Thursday, August 21, 2008

McCain Camp Misses Big Opportunity

I don't know if the McCain Campaign failed to finish their negative Tony Rezko ad in time for the nightly newscasts to air it tonight, or if the networks, without knowledge or confidence the ad will ever air (McCain in the past this election cycle has created strong attack ads but not actually paid to air them, with the aim of having the networks air the ad for free on news and opinion broadcasts, which they have been more than happy to do) but the ad did not air on either NBC Nightly News or ABC's World News Tonight. Instead, the pieces the networks ran focused on Obama's attacks, and his tying McCain's statement that he doesn't know how many houses he knows to how out of touch McCain is with problems in the economy.


The Rezko ad is a brutal hatchet job on Obama. While Obama's negative ad today at least is tangentially related to policy (asking how McCain can understand or fix the economy if he doesn't know it's broken) McCain's ad is completely unrelated to policy. It's a total negative character attack, essentially saying "Obama is a crook who associates with other crooks. He does them political favors and he swindles real estate on the side." Of course, Rezko is not one of Obama's biggest fundraisers by any calculation (and he never donated a dime to Obama's Presidential campaign, and all of the funds Rezko raised or had any connection have long been donated to charity by Obama) and Obama was never the subject of any suspicion of wrong-doing related to Rezko. But, that's surely not the picture painted by McCain's ad.

I'll be honest, nothing surprises me in politics, but I really thought McCain was more honorable than the campaign he's running. The advantage to having McCain as the Republican nominee, and Obama as the Democratic nominee, was supposed to be a civil campaign. Instead, McCain has run almost entirely negative ads, mostly involving Obama's character (not his policies) and he has repeatedly questioned Obama's patriotism (including saying that Obama would choose to lose a war if it meant he was elected President). Obama, in recent days, has gone more on the attack, but always couched in policy distinctions, not personal ones. John McCain has chosen not to follow that path. And it's working, because the polls have tightened, and McCain seems to have the wind at his back. But, something tells me, McCain would not have accepted this kind of campaign when he ran in 2000. But if you want to win badly enough, and you are willing to do whatever your advisers tell you to do, then this is the kind of campaign you get. One indistinguishable from the campaign George W. Bush ran against McCain in 2000.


**TASK PROMPT**
Retype the data below verbatim; pictures do not belong in the copy.

**THE INPUT**
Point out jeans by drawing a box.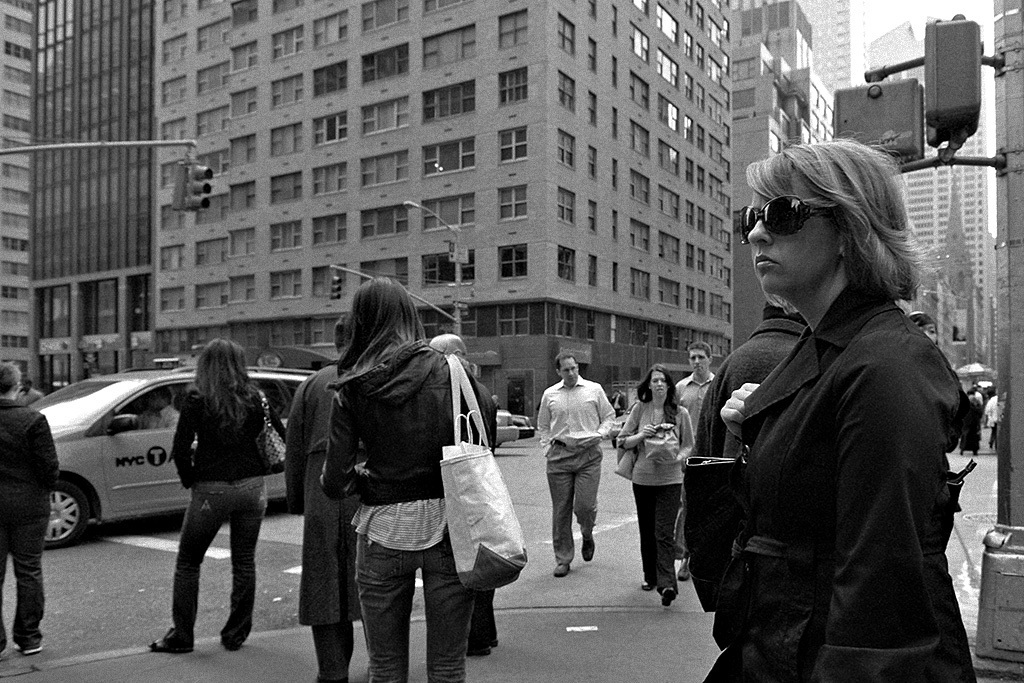
bbox=(358, 541, 471, 682).
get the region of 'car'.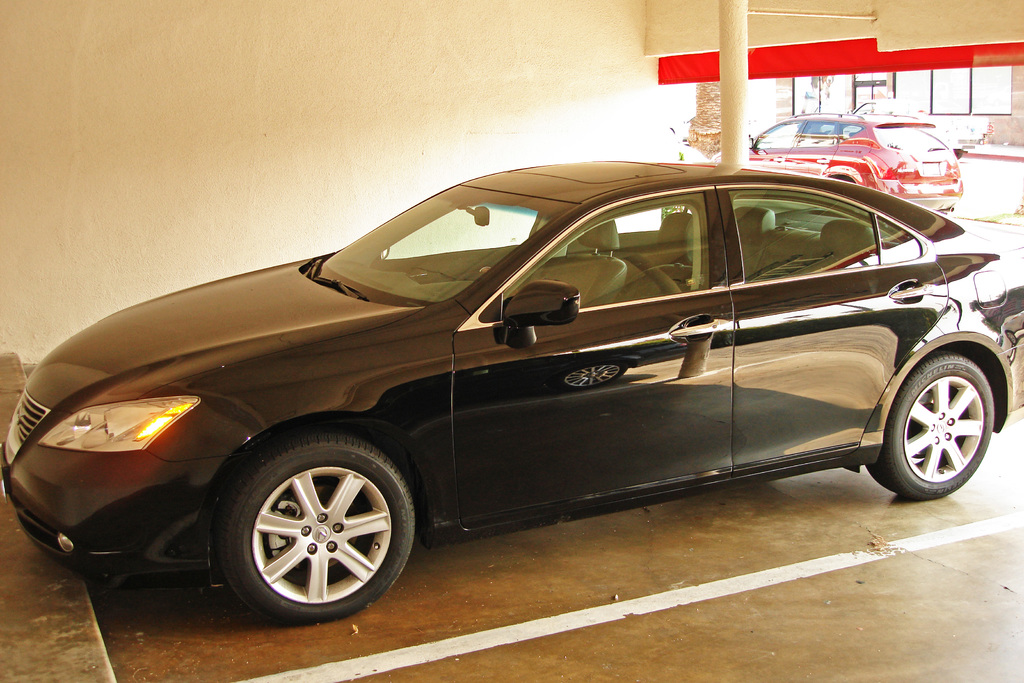
(left=14, top=148, right=999, bottom=612).
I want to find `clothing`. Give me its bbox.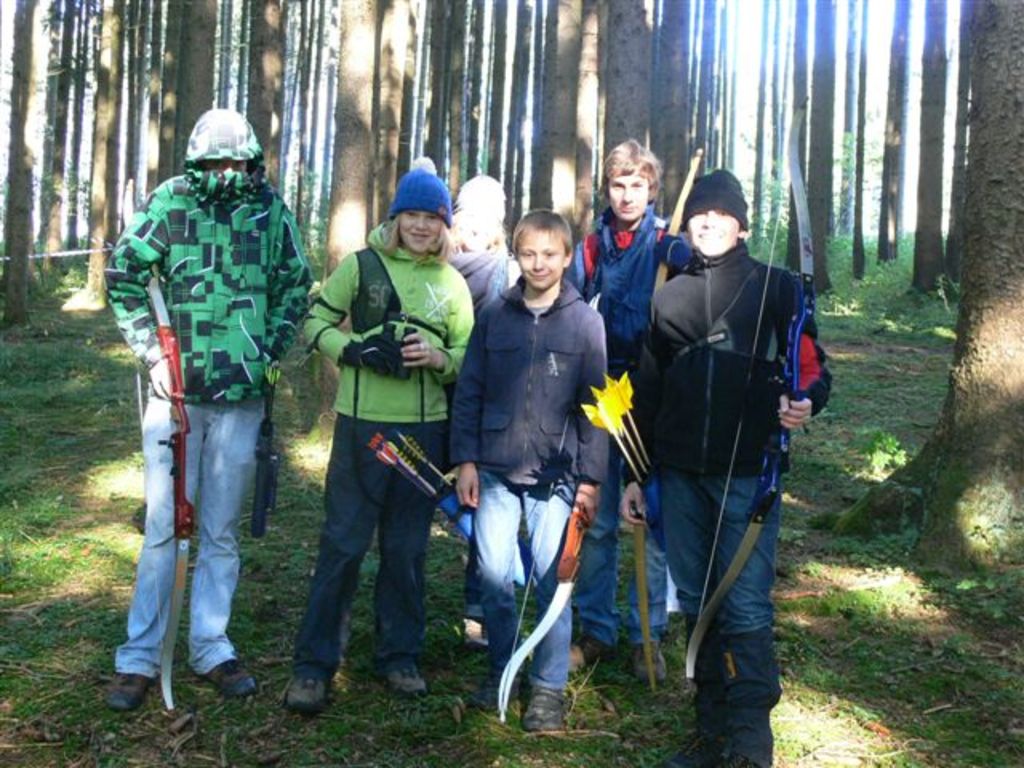
451, 250, 520, 307.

**RESPONSE AREA**
Point out jeans by drawing a box.
bbox=(358, 541, 471, 682).
get the region of 'car'.
(left=14, top=148, right=999, bottom=612).
I want to find `clothing`. Give me its bbox.
451, 250, 520, 307.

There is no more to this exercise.